Tell us again how this is a bad thing? According to a conservative think tank panel briefing held Tuesday in Washington, D.C. based on the new book Marijuana Legalization: What Everyone Needs to Know, widespread legalized pot would lead to lower prices that would trigger an increase in recreational use of marijuana.
The briefing was conducted by the American Enterprise Institute (AEI) in response to three states (Oregon, Colorado and Washington) having November ballot measures that will allow voters to approve cannabis for recreational use (all three states have long since legalized medical marijuana).

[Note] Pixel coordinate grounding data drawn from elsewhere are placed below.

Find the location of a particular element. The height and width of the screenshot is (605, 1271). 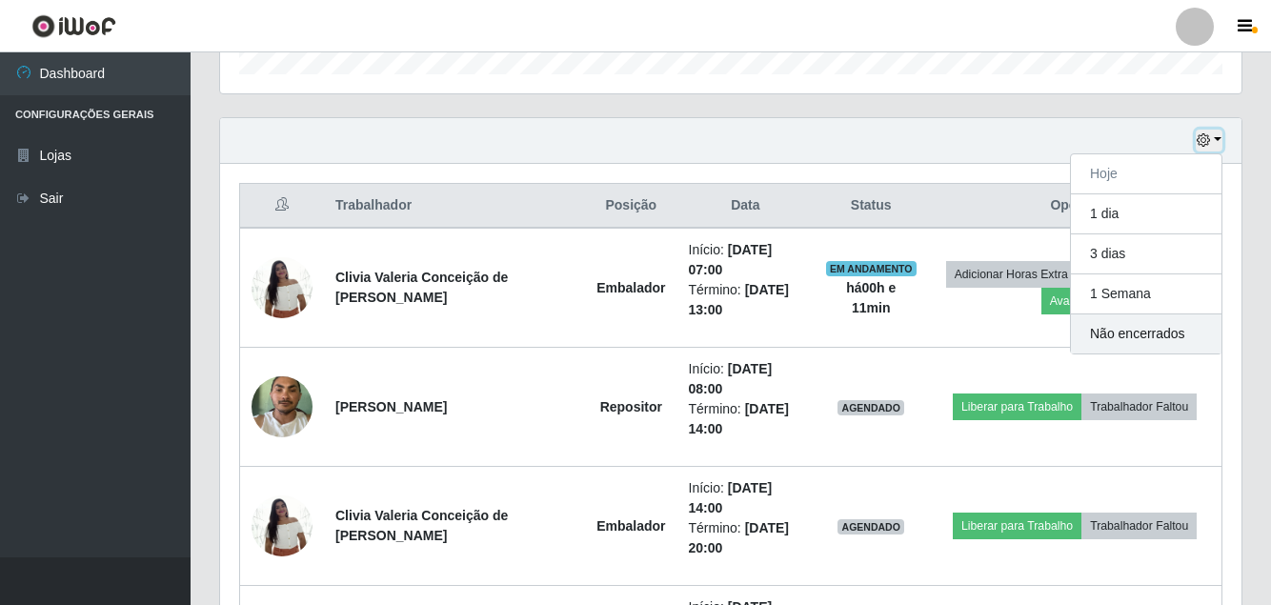

strong: Repositor is located at coordinates (631, 407).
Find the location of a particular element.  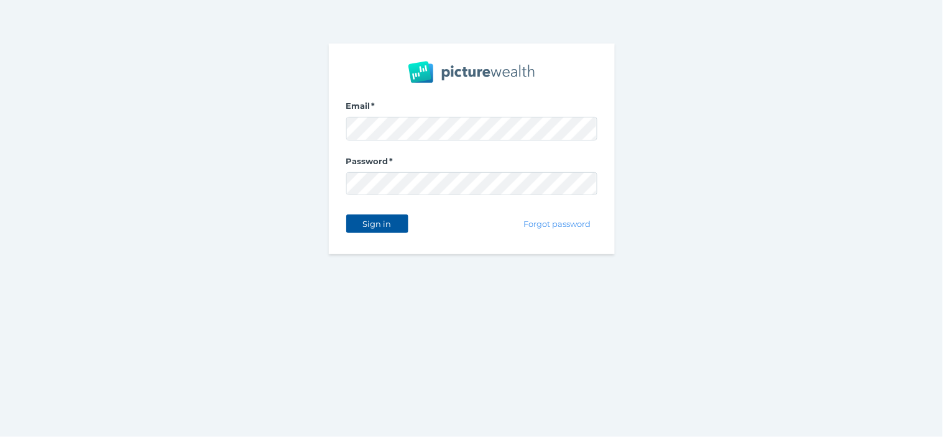

label: Password is located at coordinates (472, 164).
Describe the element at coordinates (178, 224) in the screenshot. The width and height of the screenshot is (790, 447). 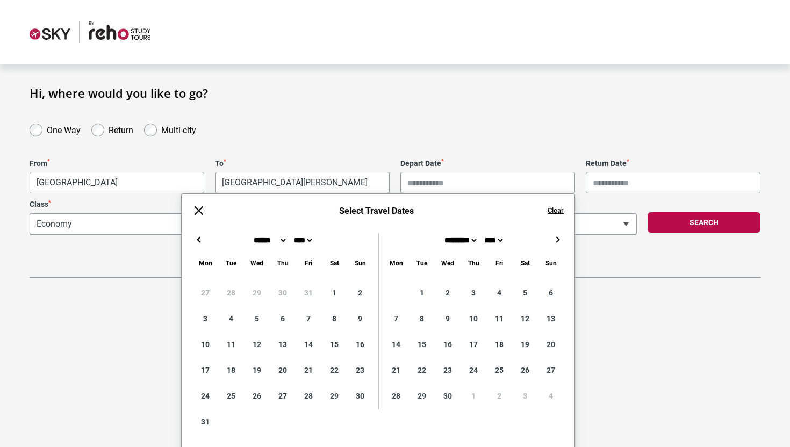
I see `span: Economy` at that location.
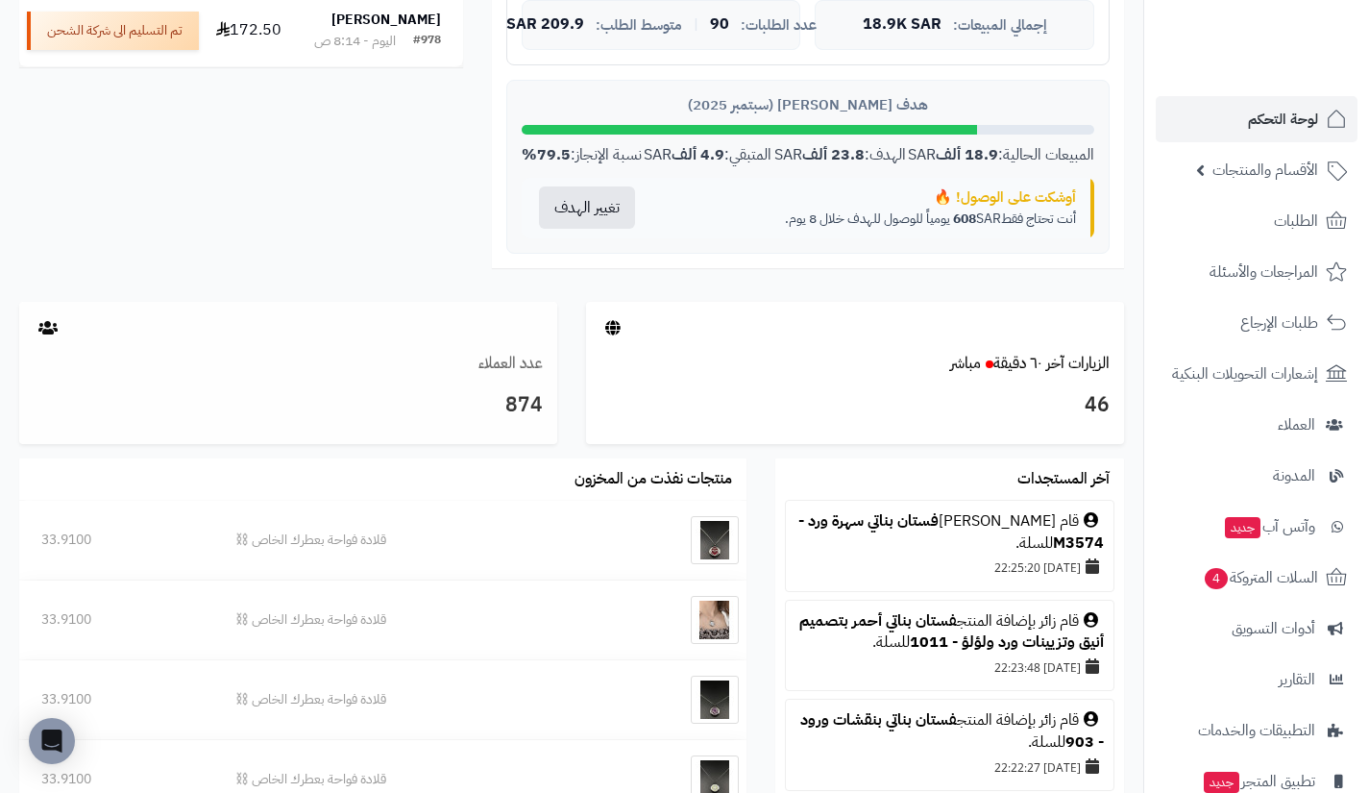 Image resolution: width=1369 pixels, height=793 pixels. I want to click on a: أدوات التسويق, so click(1256, 628).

The panel put forth the argument that the prime rationale for prohibition was that the black market necessarily creates higher prices for users because of the risks involved in the manufacturing and distribution of illegal drugs for growers and dealers.

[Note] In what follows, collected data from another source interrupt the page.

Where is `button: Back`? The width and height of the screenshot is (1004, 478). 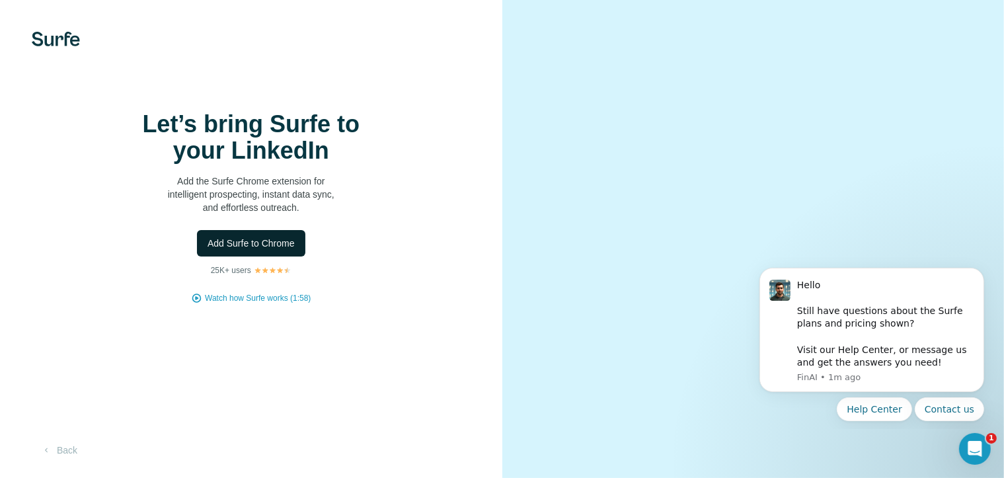 button: Back is located at coordinates (59, 450).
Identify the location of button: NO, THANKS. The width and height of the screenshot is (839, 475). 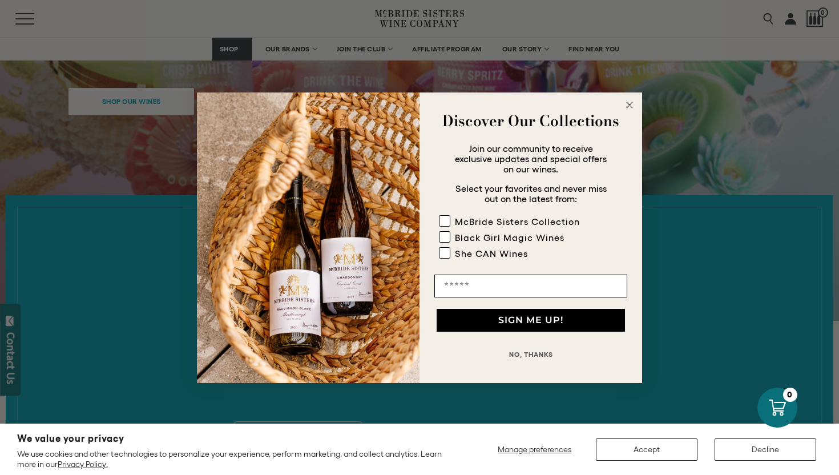
(531, 354).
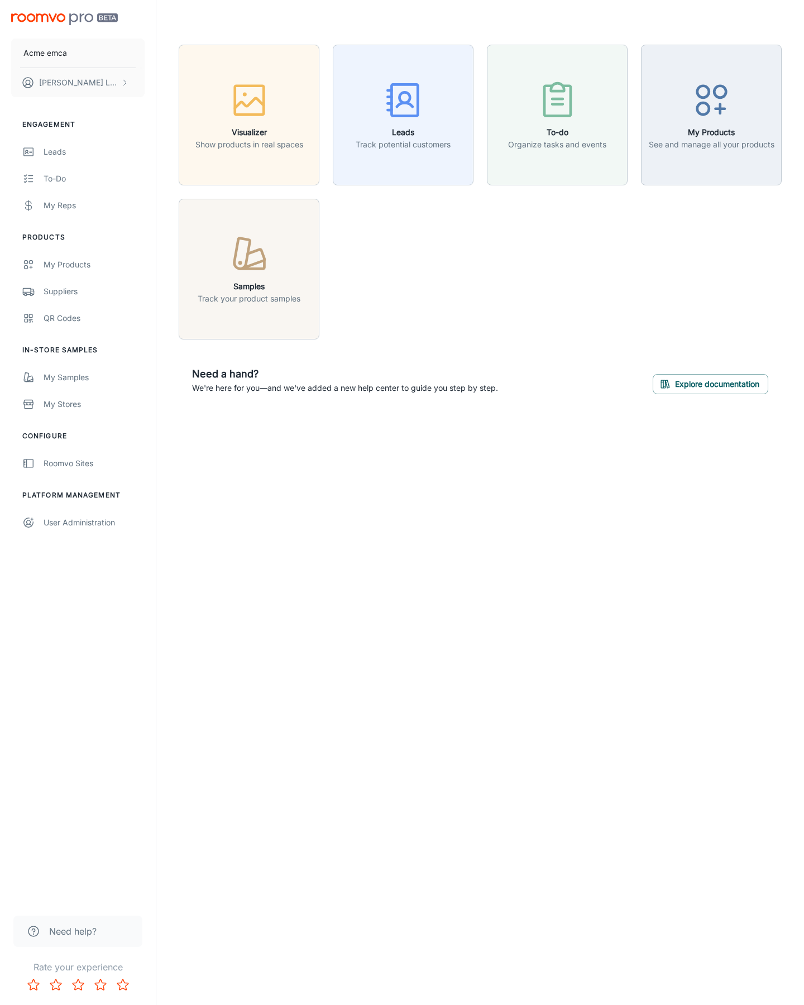 The width and height of the screenshot is (804, 1005). What do you see at coordinates (94, 291) in the screenshot?
I see `div: Suppliers` at bounding box center [94, 291].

The panel further suggested Colorado could become a major distribution point for exporting marijuana (like it isn’t already?) because, if passed, their new law would permit Rocky Mountain residents to obtain a license to cultivate. That rhetoric borders on the paranoid, as if everyone who grows in Colorado is automatically going to turn into the fictional dope-dealing mastermind Walt White of Breaking Bad and start shipping pot from coast to coast.

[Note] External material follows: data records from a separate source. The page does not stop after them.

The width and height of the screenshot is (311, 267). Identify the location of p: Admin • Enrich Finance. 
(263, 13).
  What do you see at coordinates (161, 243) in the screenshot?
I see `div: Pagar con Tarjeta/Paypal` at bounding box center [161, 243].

One of the AEI panelists and co-author of the aforementioned Marijuana Legalization book, Professor Jonathan Caulkins of Carnegie Mellon, predicted that the prices for pot in New York state (some of the priciest cannabis in the nation) would drop to an astonishing one quarter of their current black-market rates – meaning a quarter-ounce of premium indoor bud could go for as little as $25 to $30.
Another Marijuana Legalization co-author, UCLA Professor Mark Kleiman, advocates that the feds pressure states after they've legalized pot to impose strict regulations in order to curb interstate exporting – and we've all seen how well federal intervention with state legal medical marijuana laws has worked out.
And potentially running contrary to the AEI panel’s projections, states with legal medical pot have actually shown a decrease in recreational usage among young people, so the panel's concerns that usage will drastically increase may be unfounded.
Not that we’re suggesting anything is wrong with more widespread acceptance and use of marijuana for all purposes, but it’s critical to keep legalization efforts in their proper context and not give in to questionable speculation that potentially leans towards a negative depiction of cannabis.
Bottom line, marijuana legalization would not only be a good thing – it’s the right thing to do after 75 years of prohibition insanity.